The Employment Promotion Law is being revised to provide a firmer legal footing for efforts to combat the discrimination that Hepatitis B virus carriers have encountered while looking for work, a senior official said.
If the revised law is passed, Hepatitis B carriers will have the tools they need to guard their right to secure fair employment and to have discriminating employers punished.
Liu Danhua, deputy director of the Labor and Social Security Ministry's training and employment department, said the drafters planned to write a chapter called "fair employment" and to add an article that bans employers from refusing to hire applicants because they carry infectious viruses.

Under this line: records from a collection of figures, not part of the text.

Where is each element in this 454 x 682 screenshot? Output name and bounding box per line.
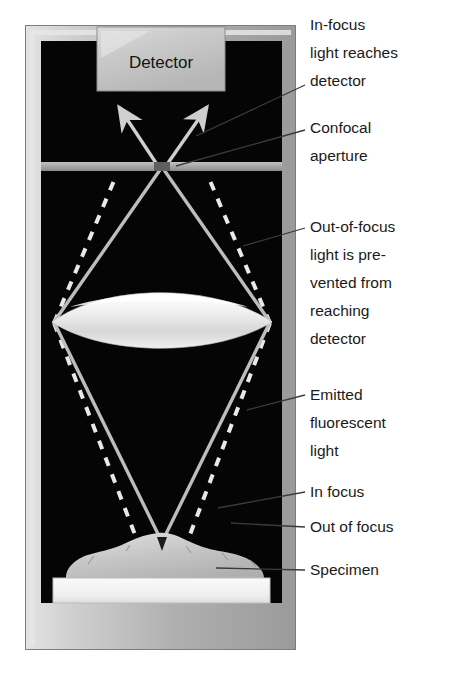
annotation-labels: In-focus light reaches detector Confocal…	[310, 16, 398, 578]
label-specimen: Specimen	[310, 561, 379, 578]
confocal-aperture[interactable]	[41, 162, 282, 171]
label-line: light is pre-	[310, 246, 386, 263]
label-line: reaching	[310, 302, 369, 319]
label-line: Out of focus	[310, 518, 394, 535]
detector-label: Detector	[129, 53, 194, 72]
aperture-plate-left[interactable]	[41, 162, 154, 171]
detector[interactable]: Detector	[97, 27, 225, 91]
label-line: vented from	[310, 274, 392, 291]
label-out-of-focus-prevented: Out-of-focus light is pre- vented from r…	[310, 218, 396, 347]
label-line: detector	[310, 72, 366, 89]
label-emitted-fluorescent-light: Emitted fluorescent light	[310, 386, 387, 459]
label-out-of-focus: Out of focus	[310, 518, 394, 535]
diagram-canvas: Detector	[0, 0, 454, 682]
confocal-microscope-figure: Detector	[0, 0, 454, 682]
label-line: Specimen	[310, 561, 379, 578]
label-in-focus-reaches-detector: In-focus light reaches detector	[310, 16, 398, 89]
label-line: In-focus	[310, 16, 365, 33]
label-line: Confocal	[310, 119, 371, 136]
microscope-slide	[53, 578, 270, 603]
label-in-focus: In focus	[310, 483, 365, 500]
label-line: fluorescent	[310, 414, 387, 431]
label-confocal-aperture: Confocal aperture	[310, 119, 371, 164]
label-line: Out-of-focus	[310, 218, 396, 235]
label-line: light	[310, 442, 339, 459]
label-line: detector	[310, 330, 366, 347]
label-line: aperture	[310, 147, 368, 164]
label-line: light reaches	[310, 44, 398, 61]
aperture-pinhole[interactable]	[154, 162, 170, 171]
label-line: In focus	[310, 483, 365, 500]
label-line: Emitted	[310, 386, 363, 403]
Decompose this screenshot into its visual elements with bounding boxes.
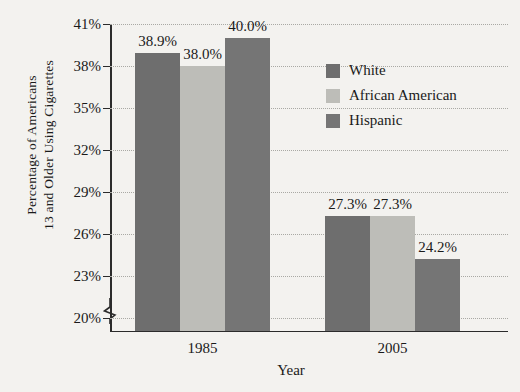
y-axis-tick — [103, 108, 110, 109]
bar-value-label: 38.0% — [183, 46, 222, 63]
y-axis-tick-label: 20% — [49, 310, 101, 327]
legend-label: Hispanic — [349, 112, 402, 129]
bar-value-label: 27.3% — [328, 196, 367, 213]
bar-value-label: 24.2% — [418, 239, 457, 256]
bar[interactable]: 38.0% — [180, 66, 225, 331]
y-axis-tick — [103, 66, 110, 67]
legend-item[interactable]: White — [326, 58, 506, 83]
bar-value-label: 40.0% — [228, 18, 267, 35]
y-axis-tick-label: 29% — [49, 184, 101, 201]
bar-value-label: 38.9% — [138, 33, 177, 50]
bar[interactable]: 27.3% — [325, 216, 370, 331]
legend-swatch — [326, 64, 340, 78]
y-axis-tick — [103, 276, 110, 277]
bar[interactable]: 40.0% — [225, 38, 270, 331]
y-axis-tick-label: 41% — [49, 16, 101, 33]
y-axis-tick — [103, 318, 110, 319]
axis-break-icon — [103, 298, 117, 324]
legend-item[interactable]: African American — [326, 83, 506, 108]
legend: WhiteAfrican AmericanHispanic — [326, 58, 506, 133]
bar[interactable]: 24.2% — [415, 259, 460, 331]
legend-swatch — [326, 114, 340, 128]
gridline — [110, 24, 508, 25]
bar[interactable]: 38.9% — [135, 53, 180, 331]
y-axis-tick-label: 38% — [49, 58, 101, 75]
bar[interactable]: 27.3% — [370, 216, 415, 331]
bar-value-label: 27.3% — [373, 196, 412, 213]
y-axis-tick-label: 35% — [49, 100, 101, 117]
x-axis-title: Year — [0, 362, 520, 379]
x-axis-title-text: Year — [215, 362, 305, 378]
y-axis-tick — [103, 24, 110, 25]
y-axis-tick-label: 32% — [49, 142, 101, 159]
y-axis-line — [110, 24, 112, 332]
legend-item[interactable]: Hispanic — [326, 108, 506, 133]
legend-label: White — [349, 62, 386, 79]
y-axis-tick — [103, 150, 110, 151]
x-axis-tick-label: 1985 — [188, 340, 218, 357]
legend-swatch — [326, 89, 340, 103]
legend-label: African American — [349, 87, 457, 104]
y-axis-tick — [103, 192, 110, 193]
bar-chart: Percentage of Americans 13 and Older Usi… — [0, 0, 520, 392]
y-axis-title-line1: Percentage of Americans — [23, 0, 40, 290]
y-axis-tick — [103, 234, 110, 235]
y-axis-tick-label: 23% — [49, 268, 101, 285]
x-axis-tick-label: 2005 — [378, 340, 408, 357]
y-axis-tick-label: 26% — [49, 226, 101, 243]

She made the remarks during an online interview on www.gov.cn on Friday.
At least 15,000 people participated in the online chat and left more than 600 messages for the official. Many spoke about their experiences of being rejected by employers because they are Hepatitis B virus carriers.
They applauded the document released by the Labor and Social Security Ministry and the Ministry of Health in May, which called for the protection of virus carriers' employment rights. Still, some were disappointed that some employers seemed not to have heeded the call.
According to the document, except for those industries barred to Hepatitis carriers because of the possibility they might spread the virus, such as food processing, employers are not to make Hepatitis screening a mandatory part of physical checkups. Medical organizations have been asked to protect carriers' privacy.
But in many cities checks for the Hepatitis B virus are more or less obligatory before securing employment.
A college graduate from Changsha, Hubei Province, using the Web alias "jiushi3953", said he had been rejected three times by companies because he has Hepatitis B. He was worried he would never get a good job.
"Almost every company in Shenzhen demands a Hepatitis virus check Please give me a chance to survive," he said.
Hao Yang, deputy director of the Ministry of Health's disease control and prevention bureau, said discrimination was rooted in people's misconceptions about Hepatitis B.
Many people and even some doctors think Hepatitis B virus can be transmitted while dining together or touching. Hao said this is wrong.
The country is home to about 120 million chronic carriers of the Hepatitis B virus, which may lead to chronic inflammation of the liver. Carriers do not suffer, and do not pose a threat to other people.